The Río Camuy is one of dozens of rivers that get their start in Puerto Rico’s rugged Cordillera Central. What makes the northward-flowing Camuy different is this: at one point it vanishes into a cave entrance known as the Blue Hole, tumbles through a vast collection of underground caverns, falls, tunnels, lakes, and chasms, then resurfaces some four miles farther north and continues on its journey to the sea
Big:
Formed over the eons by water dissolving the region’s porous limestone, the Camuy is big—one of the largest cave and underground river systems in the world. Some ten miles of cave networks and more than 200 individual caves and a dozen entrances have been probed and plotted. Experts believe much more remains to be discovered. One of the caves, aptly named the Big Room, is 200 feet high and 600 feet long. Most of the entrances are sinkholes, craterlike depressions formed when cave ceilings collapse, and these too number among the largest in the hemisphere. Camuy’s largest, Tres Pueblos, could hold one and a third baseball fields. Instead, it holds a lush tangle of tropical vegetation and the remnants of an old banana farm.
In the past:
Taino Indians, believing the human race originated in caves, considered them sacred and ceremonial. They used the Camuy for water supplies, carved petroglyphs on walls, and explored, probably with torches, up to areas of deep water or steep drops. While local residents had always been aware of cave-pocked sinkholes in their backyards, the Camuy Caves remained largely unexplored until the late 1950s, when an internationally known caver named Russell Gurnee and a group of local cavers began to systematically explore the system, eventually thrusting the Camuy into the speleological limelight.
Before and after:

Entering a cave
When I first glimpsed a shadowy cave entrance from the rim of Tres Pueblos Sinkhole in the early 1980s, the Camuy, though known to speleologists, remained little known to the public-at-large. I was fortunate to be able to explore several small portions of the system. On my debut trip, I went with members of the Speleological Society of Puerto Rico. Prepared with hard hats, life jackets, and three light sources, we descended the sinkhole and passed through a long toothy mouth of blackened rock. Once inside, we swam up narrow canyons and across small lakes, then, soaking wet, climbed up, down, and over slopes, precipices, and rocks. In the flickering light, I felt like part of a primeval religious procession; when we turned off the flashlights, we were surrounded by stunning silent blackness. We passed the cathedral beauty of a second sinkhole, the immense Big Room, a disorienting bridge of boulders, and scalloped rimstone pools, which seemed the exquisite abode of elves and fairies. The caves actually house more mundane creatures — dozens of insect species and millions of bats.

In 1987, the Puerto Rican government opened the Parque Nacional de las Cavernas del Río Camuy (Río Camuy Cave Park). By tram and on foot, the public can descend into a lush sinkhole, tour a penumbral cave with beautifully lit stalactites and stalagmites, and look down at the river below. The tours have been immensely popular, enabling hundreds of thousands to view the caves.
If you go:
Due to the caves’ fragile nature, the park has often closed over the years. It closed after Hurricane María and is undoubtedly closed for the coronavirus. Check before you go. If you do go, plan to get there early to ensure a tour. There are also groups that will take you caving through portions of the park. Research your group well. With potential flash flooding and other dangers, you want a group that will make your exploration memorable . . . in a good way!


◆ Your objective: Would you restate the data exactly as given?

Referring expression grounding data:
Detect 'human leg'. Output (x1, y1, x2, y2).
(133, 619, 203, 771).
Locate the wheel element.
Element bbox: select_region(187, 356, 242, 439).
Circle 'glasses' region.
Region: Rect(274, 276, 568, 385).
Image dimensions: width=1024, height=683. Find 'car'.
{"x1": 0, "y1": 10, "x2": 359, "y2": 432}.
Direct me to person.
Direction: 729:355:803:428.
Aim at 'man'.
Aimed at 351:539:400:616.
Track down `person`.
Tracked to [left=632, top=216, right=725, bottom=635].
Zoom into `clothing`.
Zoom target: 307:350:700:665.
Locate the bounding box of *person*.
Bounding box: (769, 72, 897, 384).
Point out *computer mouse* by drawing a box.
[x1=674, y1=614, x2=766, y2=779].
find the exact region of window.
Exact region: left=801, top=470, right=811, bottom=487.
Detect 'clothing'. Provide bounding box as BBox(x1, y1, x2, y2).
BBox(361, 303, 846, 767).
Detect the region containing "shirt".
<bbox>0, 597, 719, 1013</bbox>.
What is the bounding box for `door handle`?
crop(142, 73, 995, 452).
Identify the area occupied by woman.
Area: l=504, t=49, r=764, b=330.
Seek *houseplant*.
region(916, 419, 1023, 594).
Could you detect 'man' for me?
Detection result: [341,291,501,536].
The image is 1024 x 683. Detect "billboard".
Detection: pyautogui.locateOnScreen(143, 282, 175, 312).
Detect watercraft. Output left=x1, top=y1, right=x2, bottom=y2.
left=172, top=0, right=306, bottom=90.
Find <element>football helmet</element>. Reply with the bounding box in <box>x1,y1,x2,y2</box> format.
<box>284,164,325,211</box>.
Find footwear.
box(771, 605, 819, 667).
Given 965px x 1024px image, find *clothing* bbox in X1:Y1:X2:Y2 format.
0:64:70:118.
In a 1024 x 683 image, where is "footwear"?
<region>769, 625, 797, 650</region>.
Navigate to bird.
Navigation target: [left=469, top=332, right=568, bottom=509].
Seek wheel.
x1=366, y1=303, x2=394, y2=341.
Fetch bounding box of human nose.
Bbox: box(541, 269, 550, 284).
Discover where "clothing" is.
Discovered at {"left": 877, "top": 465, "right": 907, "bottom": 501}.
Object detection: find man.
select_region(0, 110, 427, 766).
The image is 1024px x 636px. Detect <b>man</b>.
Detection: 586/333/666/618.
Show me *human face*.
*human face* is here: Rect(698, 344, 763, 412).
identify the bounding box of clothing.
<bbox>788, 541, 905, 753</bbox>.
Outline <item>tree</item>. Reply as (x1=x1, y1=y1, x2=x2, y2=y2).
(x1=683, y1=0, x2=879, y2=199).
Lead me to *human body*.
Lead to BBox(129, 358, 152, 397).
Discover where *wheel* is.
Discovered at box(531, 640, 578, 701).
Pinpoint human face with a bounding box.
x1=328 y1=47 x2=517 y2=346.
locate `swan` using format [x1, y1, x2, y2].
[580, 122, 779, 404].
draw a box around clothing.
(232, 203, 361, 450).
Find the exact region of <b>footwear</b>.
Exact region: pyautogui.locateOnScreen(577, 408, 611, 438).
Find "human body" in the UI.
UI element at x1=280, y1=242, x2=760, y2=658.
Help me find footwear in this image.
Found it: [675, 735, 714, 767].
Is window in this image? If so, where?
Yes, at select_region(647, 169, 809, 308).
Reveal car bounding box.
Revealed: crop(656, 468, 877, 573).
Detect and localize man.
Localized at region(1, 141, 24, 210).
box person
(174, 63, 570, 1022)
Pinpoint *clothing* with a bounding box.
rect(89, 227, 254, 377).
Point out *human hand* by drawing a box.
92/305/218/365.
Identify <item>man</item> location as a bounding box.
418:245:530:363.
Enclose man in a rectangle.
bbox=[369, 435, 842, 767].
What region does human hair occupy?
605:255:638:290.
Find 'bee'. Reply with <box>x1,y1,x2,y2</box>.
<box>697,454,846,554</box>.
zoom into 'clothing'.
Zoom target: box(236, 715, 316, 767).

◆ Answer box:
Detect 'human leg'. Output (x1, y1, x2, y2).
(133, 619, 203, 771).
Locate the wheel element.
Element bbox: select_region(187, 356, 242, 439).
Circle 'glasses' region.
Region: Rect(274, 276, 568, 385).
Image dimensions: width=1024, height=683. Find 'car'.
{"x1": 0, "y1": 10, "x2": 359, "y2": 432}.
Direct me to person.
Direction: 729:355:803:428.
Aim at 'man'.
Aimed at 351:539:400:616.
Track down `person`.
Tracked to [left=632, top=216, right=725, bottom=635].
Zoom into `clothing`.
Zoom target: 307:350:700:665.
Locate the bounding box of *person*.
Bounding box: (769, 72, 897, 384).
Point out *computer mouse* by drawing a box.
[x1=674, y1=614, x2=766, y2=779].
find the exact region of window.
Exact region: left=801, top=470, right=811, bottom=487.
Detect 'clothing'. Provide bounding box as BBox(x1, y1, x2, y2).
BBox(361, 303, 846, 767).
Detect the region containing "shirt".
<bbox>0, 597, 719, 1013</bbox>.
What is the bounding box for `door handle`?
crop(142, 73, 995, 452).
Identify the area occupied by woman.
Area: l=504, t=49, r=764, b=330.
Seek *houseplant*.
region(916, 419, 1023, 594).
Could you detect 'man' for me?
Detection result: [341,291,501,536].
The image is 1024 x 683. Detect "billboard".
Detection: pyautogui.locateOnScreen(143, 282, 175, 312).
Detect watercraft. Output left=x1, top=y1, right=x2, bottom=y2.
left=172, top=0, right=306, bottom=90.
Find <element>football helmet</element>. Reply with the bounding box in <box>x1,y1,x2,y2</box> format.
<box>284,164,325,211</box>.
Find footwear.
box(771, 605, 819, 667).
Given 965px x 1024px image, find *clothing* bbox in X1:Y1:X2:Y2 format.
0:64:70:118.
In a 1024 x 683 image, where is "footwear"?
<region>769, 625, 797, 650</region>.
Navigate to bird.
Navigation target: [left=469, top=332, right=568, bottom=509].
Seek wheel.
x1=366, y1=303, x2=394, y2=341.
Fetch bounding box of human nose.
Bbox: box(541, 269, 550, 284).
Discover where "clothing" is.
Discovered at {"left": 877, "top": 465, "right": 907, "bottom": 501}.
Object detection: find man.
select_region(0, 110, 427, 766).
The image is 1024px x 636px. Detect <b>man</b>.
Detection: 586/333/666/618.
Show me *human face*.
*human face* is here: Rect(698, 344, 763, 412).
identify the bounding box of clothing.
<bbox>788, 541, 905, 753</bbox>.
Outline <item>tree</item>. Reply as (x1=x1, y1=y1, x2=x2, y2=y2).
(x1=683, y1=0, x2=879, y2=199).
Lead me to *human body*.
Lead to BBox(129, 358, 152, 397).
Discover where *wheel* is.
Discovered at box(531, 640, 578, 701).
Pinpoint human face with a bounding box.
x1=328 y1=47 x2=517 y2=346.
locate `swan` using format [x1, y1, x2, y2].
[580, 122, 779, 404].
draw a box around clothing.
(232, 203, 361, 450).
Find the exact region of <b>footwear</b>.
Exact region: pyautogui.locateOnScreen(577, 408, 611, 438).
Find "human body" in the UI.
UI element at x1=280, y1=242, x2=760, y2=658.
Help me find footwear in this image.
Found it: [675, 735, 714, 767].
Is window in this image? If so, where?
Yes, at select_region(647, 169, 809, 308).
Reveal car bounding box.
Revealed: crop(656, 468, 877, 573).
Detect and localize man.
Localized at region(1, 141, 24, 210).
box person
(174, 63, 570, 1022)
Pinpoint *clothing* with a bounding box.
rect(89, 227, 254, 377).
Point out *human hand* by drawing a box.
92/305/218/365.
Identify <item>man</item> location as a bounding box.
418:245:530:363.
Enclose man in a rectangle.
bbox=[369, 435, 842, 767].
What region does human hair occupy?
605:255:638:290.
Find 'bee'. Reply with <box>x1,y1,x2,y2</box>.
<box>697,454,846,554</box>.
zoom into 'clothing'.
Zoom target: box(236, 715, 316, 767).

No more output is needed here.